TechniqueWhen to UseExample
Separation of VariablesEquation can be written as f(x)dx = g(y)dydy/dx = xy
Integrating FactorLinear first order: dy/dx + P(x)y = Q(x)dy/dx + 2y = x
Characteristic EquationLinear with constant coefficientsy'' + 2y' + y = 0
Variation of ParametersNon-homogeneous linear, when undetermined coefficients won't worky'' + y = tan(x)
Laplace TransformsInitial value problems, discontinuous forcingy'' + y = f(t), y(0)=0

Integrating Factor Method

This solves any linear first order equation of the form dy/dx + P(x)y = Q(x).

Example 6: dy/dx + (2/x)y = x²

Step 1: Find the integrating factor

μ(x) = e^(∫P(x)dx) = e^(∫(2/x)dx) = e^(2ln|x|) = x²

Step 2: Multiply the entire equation by μ

x²dy/dx + 2xy = x⁴

Step 3: Recognize the left side is d/dx(μy)

d/dx(x²y) = x⁴

Step 4: Integrate

x²y = ∫x⁴ dx = x⁵/5 + C

Step 5: Solve for y

y = x³/5 + Cx⁻²

Getting Started: Your Solving Workflow

Follow these steps for any differential equation:

Step 1: Identify the Order

Look at the highest derivative. This tells you how many initial conditions you need for a unique solution.

Step 2: Check if it's Linear

If yes, you have more tools available. If no, prepare for harder mathematics or numerical methods.

Step 3: Check for Homogeneity

Homogeneous means the right side equals zero. Non-homogeneous equations need a particular solution on top of the general homogeneous solution.

Step 4: Try Separation First

If you can separate x and y terms, do it. The simplest solution is usually the right one.
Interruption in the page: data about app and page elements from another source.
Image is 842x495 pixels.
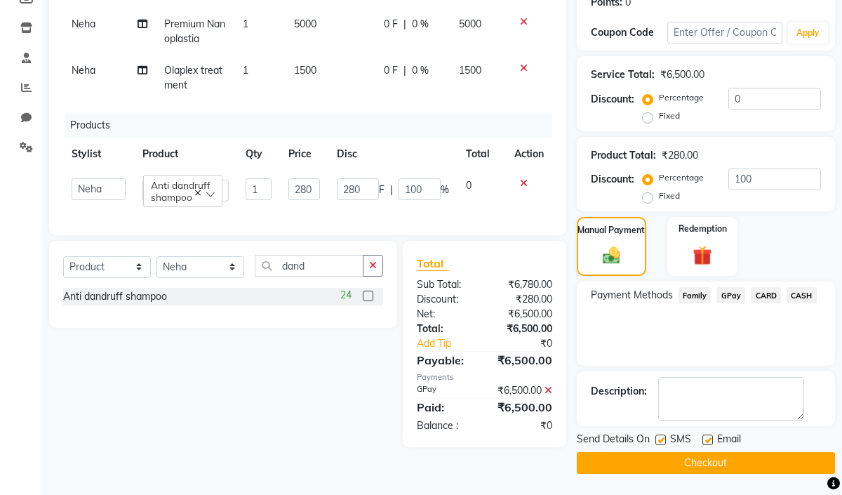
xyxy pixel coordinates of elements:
span: F [379,182,384,197]
div: Sub Total: [406,277,484,292]
div: ₹0 [484,418,562,433]
span: 0 F [384,17,398,32]
span: | [390,182,393,197]
span: Neha [72,18,95,30]
div: Paid: [406,398,484,415]
span: 0 F [384,63,398,78]
img: _gift.svg [687,243,718,267]
div: Net: [406,307,484,321]
input: Search or Scan [255,255,363,276]
a: Add Tip [406,336,497,351]
div: Discount: [591,92,634,107]
span: 5000 [294,18,316,30]
th: Qty [237,138,281,170]
img: _cash.svg [597,245,626,266]
span: Email [717,431,741,449]
th: Action [506,138,552,170]
span: CARD [751,287,781,303]
label: Redemption [678,222,727,235]
div: Anti dandruff shampoo [63,289,167,304]
span: | [403,63,406,78]
span: CASH [786,287,817,303]
div: ₹6,500.00 [484,321,562,336]
div: ₹6,500.00 [484,307,562,321]
label: Fixed [659,109,680,122]
span: Anti dandruff shampoo [151,179,210,203]
input: Enter Offer / Coupon Code [667,22,782,43]
div: Total: [406,321,484,336]
span: | [403,17,406,32]
div: Payable: [406,351,484,368]
span: 1 [243,64,248,76]
label: Percentage [659,91,704,104]
div: GPay [406,383,484,398]
span: Premium Nanoplastia [164,18,225,45]
span: 1 [243,18,248,30]
th: Total [457,138,506,170]
div: Discount: [591,172,634,187]
label: Percentage [659,171,704,184]
span: Total [417,256,449,271]
span: Send Details On [577,431,650,449]
label: Fixed [659,189,680,202]
div: Products [65,112,563,138]
span: Olaplex treatment [164,64,222,91]
div: ₹6,780.00 [484,277,562,292]
div: ₹0 [497,336,563,351]
div: Balance : [406,418,484,433]
span: 0 [466,179,471,192]
span: 1500 [294,64,316,76]
th: Price [280,138,328,170]
div: Payments [417,371,552,383]
div: Coupon Code [591,25,667,40]
div: Description: [591,384,647,398]
span: Neha [72,64,95,76]
div: Discount: [406,292,484,307]
div: ₹6,500.00 [660,67,704,82]
span: GPay [716,287,745,303]
th: Stylist [63,138,134,170]
div: Service Total: [591,67,655,82]
th: Product [134,138,236,170]
span: SMS [670,431,691,449]
button: Checkout [577,452,835,474]
span: 0 % [412,63,429,78]
div: ₹6,500.00 [484,351,562,368]
div: ₹6,500.00 [484,398,562,415]
button: Apply [788,22,828,43]
span: Payment Methods [591,288,673,302]
span: 0 % [412,17,429,32]
span: % [441,182,449,197]
span: 24 [340,288,351,302]
div: ₹6,500.00 [484,383,562,398]
span: 5000 [459,18,481,30]
div: Product Total: [591,148,656,163]
th: Disc [328,138,457,170]
span: Family [678,287,711,303]
span: 1500 [459,64,481,76]
div: ₹280.00 [662,148,698,163]
label: Manual Payment [577,224,645,236]
div: ₹280.00 [484,292,562,307]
Step 5: Use an Integrating Factor if Needed

For linear first order equations that aren't separable.

Step 6: Set Up the Characteristic Equation for Higher Order

Replace derivatives with powers of r. Solve the polynomial. Read off the solution based on root type.

Practical Example:RC Circuit

A capacitor charges according to RC(dV/dt) + V = V₀, where V is voltage, R is resistance, C is capacitance, and V₀ is source voltage.

This is linear first order. Rearrange:

dV/dt + (1/RC)V = V₀/RC

Integrating factor: μ = e^(t/RC)

Solution:

V(t) = V₀(1 - e^(-t/RC))

The capacitor voltage rises exponentially and approaches V₀. The time constant RC tells you how fast. After 5RC, you're within 1% of the final value.

When Analytical Solutions Don't Exist

Most nonlinear differential equations cannot be solved with elementary functions. This isn't a failure—it's reality.

Options:

Euler's method is straightforward. Start at (x₀, y₀). Take small steps:

yₙ₊₁ = yₙ + h·f(xₙ, yₙ)

where h is your step size. Smaller h means more accuracy, more computation.

The Bottom Line

Differential equations are solved by matching technique to problem type. Start simple. Check linearity. Try separation first. Move to integrating factors for linear first order. Use characteristic equations for linear constant coefficient equations of higher order.

Most problems you encounter in undergraduate courses fall into these categories. The ones that don't usually require numerical work or specialized transforms.

Work through examples until the patterns become automatic. That's how this stuff actually clicks.